NEW YORK — The diagnosis arrived this week, but the discomfort may have started a month ago. That is the unsettling thread now hanging over the Yankees as their captain steps away from the lineup. Aaron Judge has a bone bruise. The bigger question is how long he carried it before anyone did something about it.
Judge missed his first game of the season Tuesday. The timeline behind that absence, though, has become the real story, and it has put the Yankees and their handling of their best player under scrutiny.
A diagnosis weeks in the making
The Yankees confirmed the injury Tuesday before hosting the Cleveland Guardians at Yankee Stadium. Judge has a bone bruise in his right rib area that bothers him when he swings. Imaging done on Monday’s off day revealed the issue, and team physician Dr. Christopher Ahmad agreed with the finding.
What stood out was manager Aaron Boone’s admission about how long this had been building. Judge had been quietly managing soreness for weeks without telling anyone.
According to MLB.com’s Bryan Hoch, Boone said Judge had been dealing with shoulder soreness for weeks before it became more than that during the recent series in Sacramento against the Athletics. The captain never volunteered the problem on his own.
“I kind of said something,” Boone said of the moment he finally raised it with Judge over the weekend. The manager noticed something wrong while watching his slugger swing.
The May catch that may have started it all
Here is the moment fans keep circling back to. Speculation has centered on May 3, when Judge made a spectacular leaping catch against the Orioles at Yankee Stadium. He raced to the warning track, used his height to make a running grab at the wall, and robbed a potential extra-base hit. He appeared in visible discomfort right after the play.
If that catch planted the seed, Judge’s injury would be roughly a month old. That possibility reframes everything that followed, including a slump that never quite made sense for a back-to-back MVP.
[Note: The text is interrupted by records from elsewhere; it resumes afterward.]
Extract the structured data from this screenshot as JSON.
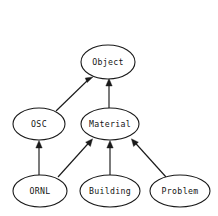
{
  "diagram": {
    "background_color": "#ffffff",
    "stroke_color": "#1a1a1a",
    "text_color": "#141414",
    "width": 218,
    "height": 216,
    "node_shape": "ellipse",
    "edge_style": "solid-arrow",
    "direction": "bottom-up"
  },
  "nodes": [
    {
      "id": "object",
      "label": "Object",
      "cx": 108,
      "cy": 62,
      "rx": 27,
      "ry": 17,
      "level": 0
    },
    {
      "id": "osc",
      "label": "OSC",
      "cx": 39,
      "cy": 124,
      "rx": 26,
      "ry": 16,
      "level": 1
    },
    {
      "id": "material",
      "label": "Material",
      "cx": 110,
      "cy": 124,
      "rx": 29,
      "ry": 16,
      "level": 1
    },
    {
      "id": "ornl",
      "label": "ORNL",
      "cx": 40,
      "cy": 191,
      "rx": 27,
      "ry": 16,
      "level": 2
    },
    {
      "id": "building",
      "label": "Building",
      "cx": 110,
      "cy": 191,
      "rx": 30,
      "ry": 16,
      "level": 2
    },
    {
      "id": "problem",
      "label": "Problem",
      "cx": 180,
      "cy": 191,
      "rx": 30,
      "ry": 16,
      "level": 2
    }
  ],
  "edges": [
    {
      "id": "osc-object",
      "from": "OSC",
      "to": "Object",
      "x1": 56,
      "y1": 111,
      "x2": 88,
      "y2": 77
    },
    {
      "id": "material-object",
      "from": "Material",
      "to": "Object",
      "x1": 109,
      "y1": 108,
      "x2": 109,
      "y2": 80
    },
    {
      "id": "ornl-osc",
      "from": "ORNL",
      "to": "OSC",
      "x1": 39,
      "y1": 175,
      "x2": 39,
      "y2": 141
    },
    {
      "id": "ornl-material",
      "from": "ORNL",
      "to": "Material",
      "x1": 58,
      "y1": 177,
      "x2": 89,
      "y2": 139
    },
    {
      "id": "building-material",
      "from": "Building",
      "to": "Material",
      "x1": 110,
      "y1": 175,
      "x2": 110,
      "y2": 141
    },
    {
      "id": "problem-material",
      "from": "Problem",
      "to": "Material",
      "x1": 166,
      "y1": 177,
      "x2": 134,
      "y2": 139
    }
  ]
}
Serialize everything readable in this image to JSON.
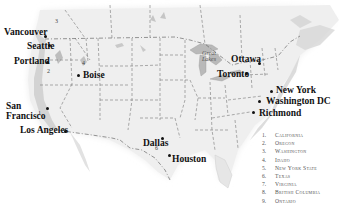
{
  "map": {
    "title": "",
    "cities": [
      {
        "id": "vancouver",
        "name": "Vancouver",
        "x": 5,
        "y": 28,
        "dx": 44,
        "dy": 36
      },
      {
        "id": "seattle",
        "name": "Seattle",
        "x": 27,
        "y": 42,
        "dx": 48,
        "dy": 45
      },
      {
        "id": "portland",
        "name": "Portland",
        "x": 14,
        "y": 57,
        "dx": 46,
        "dy": 62
      },
      {
        "id": "boise",
        "name": "Boise",
        "x": 84,
        "y": 71,
        "dx": 78,
        "dy": 75
      },
      {
        "id": "san-francisco",
        "name": "San\nFrancisco",
        "x": 2,
        "y": 101,
        "dx": 46,
        "dy": 108
      },
      {
        "id": "los-angeles",
        "name": "Los Angeles",
        "x": 21,
        "y": 126,
        "dx": 64,
        "dy": 131
      },
      {
        "id": "dallas",
        "name": "Dallas",
        "x": 142,
        "y": 138,
        "dx": 161,
        "dy": 138
      },
      {
        "id": "houston",
        "name": "Houston",
        "x": 173,
        "y": 155,
        "dx": 168,
        "dy": 155
      },
      {
        "id": "ottawa",
        "name": "Ottawa",
        "x": 232,
        "y": 55,
        "dx": 258,
        "dy": 63
      },
      {
        "id": "toronto",
        "name": "Toronto",
        "x": 218,
        "y": 70,
        "dx": 245,
        "dy": 73
      },
      {
        "id": "new-york",
        "name": "New York",
        "x": 276,
        "y": 86,
        "dx": 270,
        "dy": 91
      },
      {
        "id": "washington-dc",
        "name": "Washington DC",
        "x": 266,
        "y": 96,
        "dx": 260,
        "dy": 101
      },
      {
        "id": "richmond",
        "name": "Richmond",
        "x": 261,
        "y": 108,
        "dx": 255,
        "dy": 112
      }
    ],
    "lake_label": "Great\nLakes",
    "region_numbers": [
      {
        "n": "1",
        "x": 38,
        "y": 112
      },
      {
        "n": "2",
        "x": 47,
        "y": 70
      },
      {
        "n": "3",
        "x": 55,
        "y": 20
      },
      {
        "n": "4",
        "x": 82,
        "y": 62
      },
      {
        "n": "5",
        "x": 268,
        "y": 73
      },
      {
        "n": "6",
        "x": 155,
        "y": 145
      },
      {
        "n": "7",
        "x": 253,
        "y": 112
      },
      {
        "n": "8",
        "x": 30,
        "y": 22
      },
      {
        "n": "9",
        "x": 215,
        "y": 55
      }
    ]
  },
  "legend": {
    "items": [
      {
        "n": "1.",
        "label": "California"
      },
      {
        "n": "2.",
        "label": "Oregon"
      },
      {
        "n": "3.",
        "label": "Washington"
      },
      {
        "n": "4.",
        "label": "Idaho"
      },
      {
        "n": "5.",
        "label": "New York State"
      },
      {
        "n": "6.",
        "label": "Texas"
      },
      {
        "n": "7.",
        "label": "Virginia"
      },
      {
        "n": "8.",
        "label": "British Columbia"
      },
      {
        "n": "9.",
        "label": "Ontario"
      }
    ]
  }
}
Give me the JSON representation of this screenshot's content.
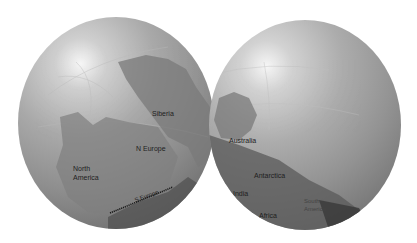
{
  "figure": {
    "globes": [
      {
        "id": "left",
        "labels": {
          "siberia": "Siberia",
          "n_europe": "N Europe",
          "north_america_1": "North",
          "north_america_2": "America",
          "s_europe": "S Europe"
        }
      },
      {
        "id": "right",
        "labels": {
          "australia": "Australia",
          "antarctica": "Antarctica",
          "india": "India",
          "africa": "Africa",
          "south_america_1": "South",
          "south_america_2": "America"
        }
      }
    ],
    "colors": {
      "ocean_light": "#cfcfcf",
      "ocean_dark": "#6e6e6e",
      "land": "#7d7d7d",
      "text": "#1e1e1e"
    }
  }
}
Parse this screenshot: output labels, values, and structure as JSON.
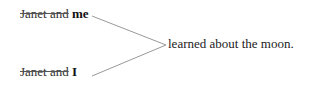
{
  "diagram": {
    "subjects": [
      {
        "struck_text": "Janet and",
        "bold_text": "me"
      },
      {
        "struck_text": "Janet and",
        "bold_text": "I"
      }
    ],
    "predicate": "learned about the moon.",
    "colors": {
      "text": "#222222",
      "connector": "#999999",
      "strikethrough": "#555555"
    }
  }
}
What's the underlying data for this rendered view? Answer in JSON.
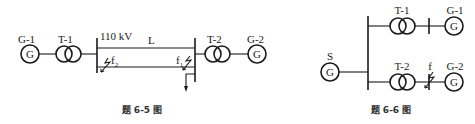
{
  "figure_6_5": {
    "caption": "题 6-5 图",
    "generator_left": {
      "label": "G-1",
      "symbol": "G"
    },
    "transformer_left": {
      "label": "T-1"
    },
    "bus_voltage": "110 kV",
    "line": {
      "label": "L"
    },
    "fault_near": {
      "label": "f",
      "subscript": "2"
    },
    "fault_far": {
      "label": "f",
      "subscript": "1"
    },
    "transformer_right": {
      "label": "T-2"
    },
    "generator_right": {
      "label": "G-2",
      "symbol": "G"
    }
  },
  "figure_6_6": {
    "caption": "题 6-6 图",
    "source": {
      "label": "S",
      "symbol": "G"
    },
    "transformer_top": {
      "label": "T-1"
    },
    "generator_top": {
      "label": "G-1",
      "symbol": "G"
    },
    "transformer_bottom": {
      "label": "T-2"
    },
    "fault": {
      "label": "f"
    },
    "generator_bottom": {
      "label": "G-2",
      "symbol": "G"
    }
  },
  "colors": {
    "stroke": "#1a1a1a",
    "caption": "#333333",
    "background": "#ffffff"
  }
}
Not everyone agrees on the origin. Some believe the bone bruise came from simple wear and tear and awkward swings during the Sacramento road trip. Boone himself suspected it could have started on a diving play in right field at some point, though Judge was not certain when it began. The manager credited Judge for managing his body carefully in recent years.
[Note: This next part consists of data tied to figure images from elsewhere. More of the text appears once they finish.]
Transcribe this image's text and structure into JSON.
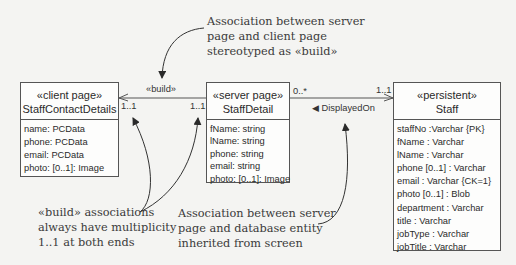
{
  "classes": {
    "client": {
      "stereotype": "«client page»",
      "name": "StaffContactDetails",
      "attributes": [
        "name: PCData",
        "phone: PCData",
        "email: PCData",
        "photo: [0..1]: Image"
      ]
    },
    "server": {
      "stereotype": "«server page»",
      "name": "StaffDetail",
      "attributes": [
        "fName: string",
        "lName: string",
        "phone: string",
        "email: string",
        "photo: [0..1]: Image"
      ]
    },
    "persistent": {
      "stereotype": "«persistent»",
      "name": "Staff",
      "attributes": [
        "staffNo :Varchar {PK}",
        "fName : Varchar",
        "lName : Varchar",
        "phone [0..1] : Varchar",
        "email : Varchar {CK=1}",
        "photo [0..1] : Blob",
        "department : Varchar",
        "title : Varchar",
        "jobType : Varchar",
        "jobTitle : Varchar"
      ]
    }
  },
  "associations": {
    "build": {
      "label": "«build»",
      "mult_client": "1..1",
      "mult_server": "1..1"
    },
    "displayed_on": {
      "label": "◀ DisplayedOn",
      "mult_server": "0..*",
      "mult_persistent": "1..1"
    }
  },
  "notes": {
    "top": [
      "Association between server",
      "page and client page",
      "stereotyped as «build»"
    ],
    "bottom_left": [
      "«build» associations",
      "always have multiplicity",
      "1..1 at both ends"
    ],
    "bottom_mid": [
      "Association between server",
      "page and database entity",
      "inherited from screen"
    ]
  }
}
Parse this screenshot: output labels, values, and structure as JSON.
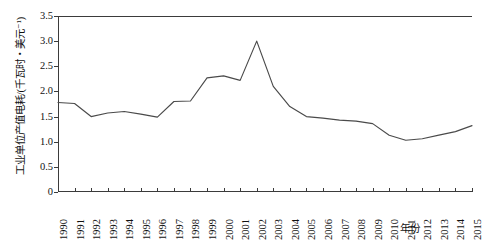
{
  "chart_data": {
    "type": "line",
    "title": "",
    "xlabel": "年份",
    "ylabel": "工业单位产值电耗/(千瓦时・美元⁻¹)",
    "x": [
      1990,
      1991,
      1992,
      1993,
      1994,
      1995,
      1996,
      1997,
      1998,
      1999,
      2000,
      2001,
      2002,
      2003,
      2004,
      2005,
      2006,
      2007,
      2008,
      2009,
      2010,
      2011,
      2012,
      2013,
      2014,
      2015
    ],
    "values": [
      1.78,
      1.76,
      1.5,
      1.57,
      1.6,
      1.55,
      1.49,
      1.8,
      1.81,
      2.27,
      2.31,
      2.22,
      3.0,
      2.1,
      1.7,
      1.5,
      1.47,
      1.43,
      1.41,
      1.36,
      1.13,
      1.03,
      1.06,
      1.13,
      1.2,
      1.32
    ],
    "series": [
      {
        "name": "工业单位产值电耗",
        "values": [
          1.78,
          1.76,
          1.5,
          1.57,
          1.6,
          1.55,
          1.49,
          1.8,
          1.81,
          2.27,
          2.31,
          2.22,
          3.0,
          2.1,
          1.7,
          1.5,
          1.47,
          1.43,
          1.41,
          1.36,
          1.13,
          1.03,
          1.06,
          1.13,
          1.2,
          1.32
        ],
        "color": "#4a4a4a"
      }
    ],
    "xlim": [
      1990,
      2015
    ],
    "ylim": [
      0,
      3.5
    ],
    "yticks": [
      0,
      0.5,
      1.0,
      1.5,
      2.0,
      2.5,
      3.0,
      3.5
    ],
    "ytick_labels": [
      "0",
      "0.5",
      "1.0",
      "1.5",
      "2.0",
      "2.5",
      "3.0",
      "3.5"
    ],
    "xtick_labels": [
      "1990",
      "1991",
      "1992",
      "1993",
      "1994",
      "1995",
      "1996",
      "1997",
      "1998",
      "1999",
      "2000",
      "2001",
      "2002",
      "2003",
      "2004",
      "2005",
      "2006",
      "2007",
      "2008",
      "2009",
      "2010",
      "2011",
      "2012",
      "2013",
      "2014",
      "2015"
    ],
    "grid": false,
    "legend": "none",
    "line_color": "#4a4a4a",
    "axis_color": "#3b3b3b",
    "background": "#ffffff"
  }
}
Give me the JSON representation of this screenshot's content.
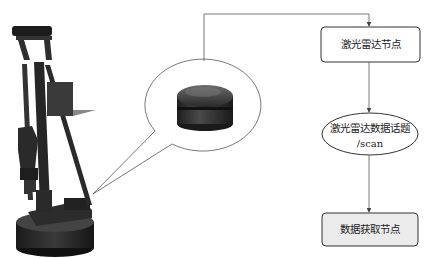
{
  "diagram": {
    "type": "flowchart-with-illustration",
    "illustration": {
      "robot": "mobile robot arm with lidar mounted on base",
      "callout": "lidar sensor close-up"
    },
    "nodes": [
      {
        "id": "lidar_node",
        "shape": "rounded-rect",
        "label": "激光雷达节点",
        "fill": "#ffffff"
      },
      {
        "id": "scan_topic",
        "shape": "ellipse",
        "label": "激光雷达数据话题",
        "sublabel": "/scan",
        "fill": "#ffffff"
      },
      {
        "id": "data_node",
        "shape": "rounded-rect",
        "label": "数据获取节点",
        "fill": "#ebebeb"
      }
    ],
    "edges": [
      {
        "from": "callout",
        "to": "lidar_node"
      },
      {
        "from": "lidar_node",
        "to": "scan_topic"
      },
      {
        "from": "scan_topic",
        "to": "data_node"
      }
    ],
    "colors": {
      "stroke": "#333333",
      "line": "#555555",
      "box_fill_highlight": "#ebebeb"
    }
  }
}
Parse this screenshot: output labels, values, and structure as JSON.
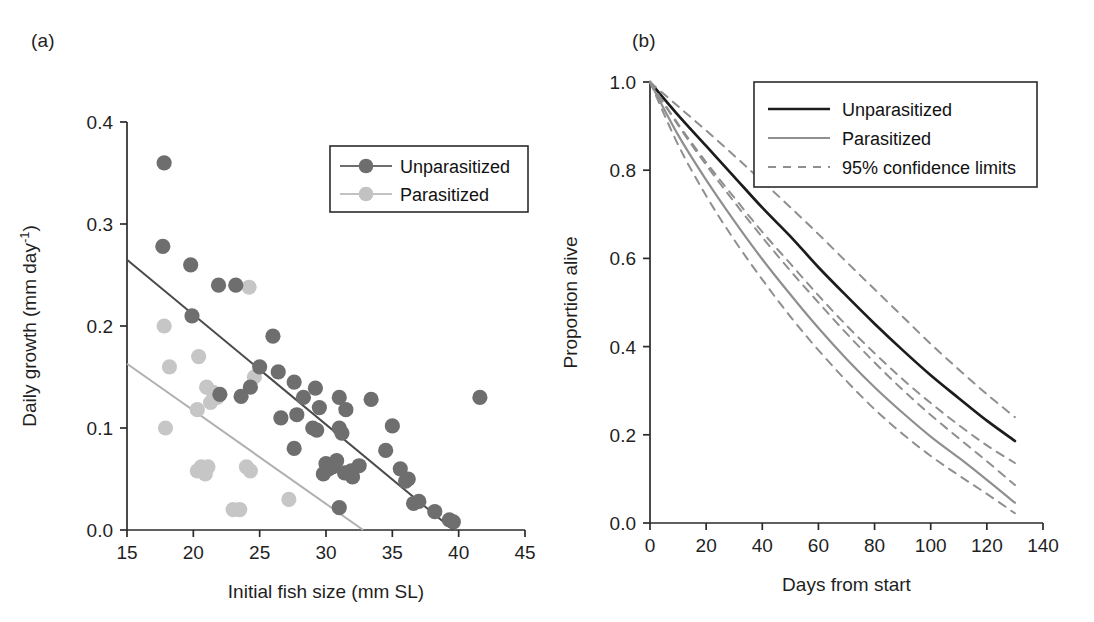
{
  "figure": {
    "panels": [
      {
        "label": "(a)"
      },
      {
        "label": "(b)"
      }
    ]
  },
  "panel_a": {
    "label": "(a)",
    "legend": {
      "items": [
        {
          "label": "Unparasitized",
          "color": "#6e6e6e"
        },
        {
          "label": "Parasitized",
          "color": "#c2c2c2"
        }
      ]
    }
  },
  "panel_b": {
    "label": "(b)",
    "legend": {
      "items": [
        {
          "label": "Unparasitized",
          "color": "#1c1c1c",
          "style": "solid"
        },
        {
          "label": "Parasitized",
          "color": "#8f8f8f",
          "style": "solid"
        },
        {
          "label": "95% confidence limits",
          "color": "#8f8f8f",
          "style": "dashed"
        }
      ]
    }
  },
  "chart_data": [
    {
      "id": "panel-a",
      "type": "scatter",
      "title": "",
      "panel_label": "(a)",
      "xlabel": "Initial fish size (mm SL)",
      "ylabel": "Daily growth (mm day⁻¹)",
      "xlim": [
        15,
        45
      ],
      "ylim": [
        0.0,
        0.4
      ],
      "xticks": [
        15,
        20,
        25,
        30,
        35,
        40,
        45
      ],
      "xtick_labels": [
        "15",
        "20",
        "25",
        "30",
        "35",
        "40",
        "45"
      ],
      "yticks": [
        0.0,
        0.1,
        0.2,
        0.3,
        0.4
      ],
      "ytick_labels": [
        "0.0",
        "0.1",
        "0.2",
        "0.3",
        "0.4"
      ],
      "grid": false,
      "legend_position": "top-right",
      "series": [
        {
          "name": "Unparasitized",
          "color": "#6e6e6e",
          "marker": "circle",
          "points": [
            [
              17.8,
              0.36
            ],
            [
              17.7,
              0.278
            ],
            [
              19.8,
              0.26
            ],
            [
              19.9,
              0.21
            ],
            [
              21.9,
              0.24
            ],
            [
              23.2,
              0.24
            ],
            [
              23.6,
              0.131
            ],
            [
              24.3,
              0.14
            ],
            [
              22.0,
              0.133
            ],
            [
              25.0,
              0.16
            ],
            [
              26.0,
              0.19
            ],
            [
              26.4,
              0.155
            ],
            [
              27.6,
              0.145
            ],
            [
              28.3,
              0.13
            ],
            [
              26.6,
              0.11
            ],
            [
              27.8,
              0.113
            ],
            [
              27.6,
              0.08
            ],
            [
              29.2,
              0.139
            ],
            [
              29.5,
              0.12
            ],
            [
              29.0,
              0.1
            ],
            [
              29.3,
              0.098
            ],
            [
              30.0,
              0.065
            ],
            [
              30.2,
              0.06
            ],
            [
              30.5,
              0.062
            ],
            [
              30.8,
              0.068
            ],
            [
              29.8,
              0.055
            ],
            [
              31.0,
              0.1
            ],
            [
              31.2,
              0.095
            ],
            [
              31.0,
              0.13
            ],
            [
              31.5,
              0.118
            ],
            [
              31.4,
              0.056
            ],
            [
              31.9,
              0.058
            ],
            [
              31.0,
              0.022
            ],
            [
              32.5,
              0.063
            ],
            [
              32.0,
              0.052
            ],
            [
              33.4,
              0.128
            ],
            [
              34.5,
              0.078
            ],
            [
              35.0,
              0.102
            ],
            [
              35.6,
              0.06
            ],
            [
              36.0,
              0.048
            ],
            [
              36.2,
              0.05
            ],
            [
              36.6,
              0.026
            ],
            [
              37.0,
              0.028
            ],
            [
              38.2,
              0.018
            ],
            [
              39.3,
              0.01
            ],
            [
              39.6,
              0.008
            ],
            [
              41.6,
              0.13
            ]
          ]
        },
        {
          "name": "Parasitized",
          "color": "#c6c6c6",
          "marker": "circle",
          "points": [
            [
              17.8,
              0.2
            ],
            [
              18.2,
              0.16
            ],
            [
              17.9,
              0.1
            ],
            [
              20.4,
              0.17
            ],
            [
              21.0,
              0.14
            ],
            [
              21.5,
              0.135
            ],
            [
              21.8,
              0.13
            ],
            [
              21.3,
              0.125
            ],
            [
              20.3,
              0.118
            ],
            [
              20.6,
              0.062
            ],
            [
              20.3,
              0.058
            ],
            [
              20.9,
              0.055
            ],
            [
              21.1,
              0.062
            ],
            [
              23.0,
              0.02
            ],
            [
              23.5,
              0.02
            ],
            [
              24.0,
              0.062
            ],
            [
              24.3,
              0.058
            ],
            [
              24.2,
              0.238
            ],
            [
              27.2,
              0.03
            ],
            [
              24.6,
              0.15
            ]
          ]
        }
      ],
      "fit_lines": [
        {
          "name": "Unparasitized fit",
          "color": "#4a4a4a",
          "x": [
            15.0,
            39.6
          ],
          "y": [
            0.265,
            0.0
          ]
        },
        {
          "name": "Parasitized fit",
          "color": "#b0b0b0",
          "x": [
            15.0,
            32.8
          ],
          "y": [
            0.163,
            0.0
          ]
        }
      ]
    },
    {
      "id": "panel-b",
      "type": "line",
      "title": "",
      "panel_label": "(b)",
      "xlabel": "Days from start",
      "ylabel": "Proportion alive",
      "xlim": [
        0,
        140
      ],
      "ylim": [
        0.0,
        1.0
      ],
      "xticks": [
        0,
        20,
        40,
        60,
        80,
        100,
        120,
        140
      ],
      "xtick_labels": [
        "0",
        "20",
        "40",
        "60",
        "80",
        "100",
        "120",
        "140"
      ],
      "yticks": [
        0.0,
        0.2,
        0.4,
        0.6,
        0.8,
        1.0
      ],
      "ytick_labels": [
        "0.0",
        "0.2",
        "0.4",
        "0.6",
        "0.8",
        "1.0"
      ],
      "grid": false,
      "legend_position": "top-right",
      "x": [
        0,
        10,
        20,
        30,
        40,
        50,
        60,
        70,
        80,
        90,
        100,
        110,
        120,
        130
      ],
      "series": [
        {
          "name": "Unparasitized",
          "color": "#1c1c1c",
          "style": "solid",
          "values": [
            1.0,
            0.925,
            0.855,
            0.785,
            0.715,
            0.65,
            0.58,
            0.515,
            0.452,
            0.392,
            0.335,
            0.283,
            0.232,
            0.186
          ]
        },
        {
          "name": "Unparasitized upper 95% limit",
          "color": "#8f8f8f",
          "style": "dashed",
          "values": [
            1.0,
            0.945,
            0.89,
            0.833,
            0.775,
            0.716,
            0.655,
            0.592,
            0.53,
            0.468,
            0.406,
            0.348,
            0.292,
            0.24
          ]
        },
        {
          "name": "Unparasitized lower 95% limit",
          "color": "#8f8f8f",
          "style": "dashed",
          "values": [
            1.0,
            0.905,
            0.818,
            0.738,
            0.66,
            0.588,
            0.516,
            0.448,
            0.385,
            0.326,
            0.272,
            0.222,
            0.176,
            0.136
          ]
        },
        {
          "name": "Parasitized",
          "color": "#8f8f8f",
          "style": "solid",
          "values": [
            1.0,
            0.88,
            0.778,
            0.685,
            0.598,
            0.518,
            0.442,
            0.372,
            0.308,
            0.25,
            0.196,
            0.148,
            0.098,
            0.046
          ]
        },
        {
          "name": "Parasitized upper 95% limit",
          "color": "#8f8f8f",
          "style": "dashed",
          "values": [
            1.0,
            0.902,
            0.812,
            0.728,
            0.648,
            0.572,
            0.5,
            0.43,
            0.364,
            0.302,
            0.245,
            0.192,
            0.14,
            0.086
          ]
        },
        {
          "name": "Parasitized lower 95% limit",
          "color": "#8f8f8f",
          "style": "dashed",
          "values": [
            1.0,
            0.858,
            0.742,
            0.642,
            0.552,
            0.468,
            0.392,
            0.322,
            0.258,
            0.202,
            0.152,
            0.108,
            0.066,
            0.022
          ]
        }
      ]
    }
  ]
}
“He picks his spots here and there, but you can’t avoid everything,” Boone said.
What the injury actually is

The medical picture helps explain the caution. Judge is believed to have a bone bruise in either the first or second rib, which refers pain up to the right shoulder. There is a possibility the damage involves the cartilage between the ribs, an area that is both very painful and slow to heal because of poor blood supply.
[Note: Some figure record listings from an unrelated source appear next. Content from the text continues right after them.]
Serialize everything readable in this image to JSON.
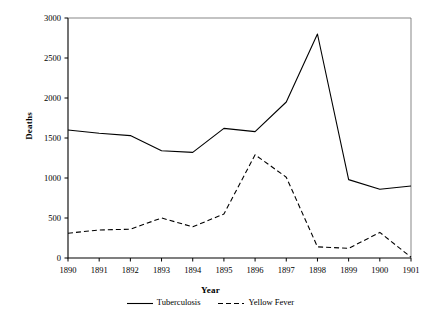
{
  "chart_data": {
    "type": "line",
    "title": "",
    "xlabel": "Year",
    "ylabel": "Deaths",
    "x": [
      1890,
      1891,
      1892,
      1893,
      1894,
      1895,
      1896,
      1897,
      1898,
      1899,
      1900,
      1901
    ],
    "xticklabels": [
      "1890",
      "1891",
      "1892",
      "1893",
      "1894",
      "1895",
      "1896",
      "1897",
      "1898",
      "1899",
      "1900",
      "1901"
    ],
    "yticks": [
      0,
      500,
      1000,
      1500,
      2000,
      2500,
      3000
    ],
    "yticklabels": [
      "0",
      "500",
      "1000",
      "1500",
      "2000",
      "2500",
      "3000"
    ],
    "ylim": [
      0,
      3000
    ],
    "xlim": [
      1890,
      1901
    ],
    "grid": false,
    "legend_position": "bottom",
    "series": [
      {
        "name": "Tuberculosis",
        "style": "solid",
        "color": "#000000",
        "values": [
          1600,
          1560,
          1530,
          1340,
          1320,
          1620,
          1580,
          1950,
          2800,
          980,
          860,
          900
        ]
      },
      {
        "name": "Yellow Fever",
        "style": "dashed",
        "color": "#000000",
        "values": [
          310,
          350,
          360,
          500,
          390,
          550,
          1290,
          1010,
          140,
          120,
          320,
          10
        ]
      }
    ]
  },
  "axes": {
    "y_title": "Deaths",
    "x_title": "Year"
  },
  "legend": {
    "items": [
      {
        "label": "Tuberculosis"
      },
      {
        "label": "Yellow Fever"
      }
    ]
  }
}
The range of outcomes is wide. Dr. Spencer Stein, a sports orthopedic surgeon at NYU Langone who is not involved in Judge’s care, explained the variability in a phone interview with the New York Post.
“It needs rest,” Dr. Stein said. “This injury can happen with repetitive overuse, so it could be as simple as resting for a week or two, but if it’s more like a stress fracture, that could be more like 8-10 weeks.”
That gap, from a couple of weeks to more than two months, is what makes the coming days so tense for the Yankees.
A slump that finally has an explanation
The timeline also recolors Judge’s recent numbers. He is still batting .248 with 17 home runs, 38 RBI, 10 doubles, 42 walks and a .907 OPS on the season. The surface line remains strong. The recent trend is not.
In May, Judge hit just .243 with five homers and an .805 OPS, including an 11-game stretch with no home runs. Over his last 16 games since May 13, he batted a stunning .180 with one homer and a .550 OPS. Against the Athletics over the weekend, he managed a .167 average with a .452 OPS, going 2-for-12.
Boone now believes the injury was likely behind the downturn. For a hitter who won the 2025 batting title with a .331 average and 53 homers, the slump always looked out of character. A rib bruise sapping his swing offers the clearest answer yet.
History that raises the stakes
Yankees fans have seen injuries like this spiral before, which fuels the worry. In September 2019, Judge hurt himself on a diving catch, an injury later diagnosed as a rib stress fracture and a partially collapsed right lung. He felt that pain in his right shoulder area too, and it lingered into the next season.
More recent history cuts deeper. In 2023, Judge tore a ligament in his right big toe crashing into the wall at Dodger Stadium, an injury that helped sink the Yankees out of playoff contention. Last season, a flexor strain in his right elbow nagged him through much of the second half, though New York survived it and Judge returned to form.
Those memories explain why a wait-and-see diagnosis still feels heavy. The Yankees are not ruling out an injured list stint, and Judge was set to see a specialist for a second opinion. Boone offered the most optimistic framing he could while admitting the uncertainty.
“Hopefully we avoided something serious,” Boone said, adding the team would know more as the next couple of days unfolded.
For now, the Yankees sit at 36-23, second-best in the American League, and brace for answers. Whether Judge played hurt for a month or a few days, the franchise faces the same pressing task. It must protect the most important player on its roster before a nagging bruise turns into a lost summer.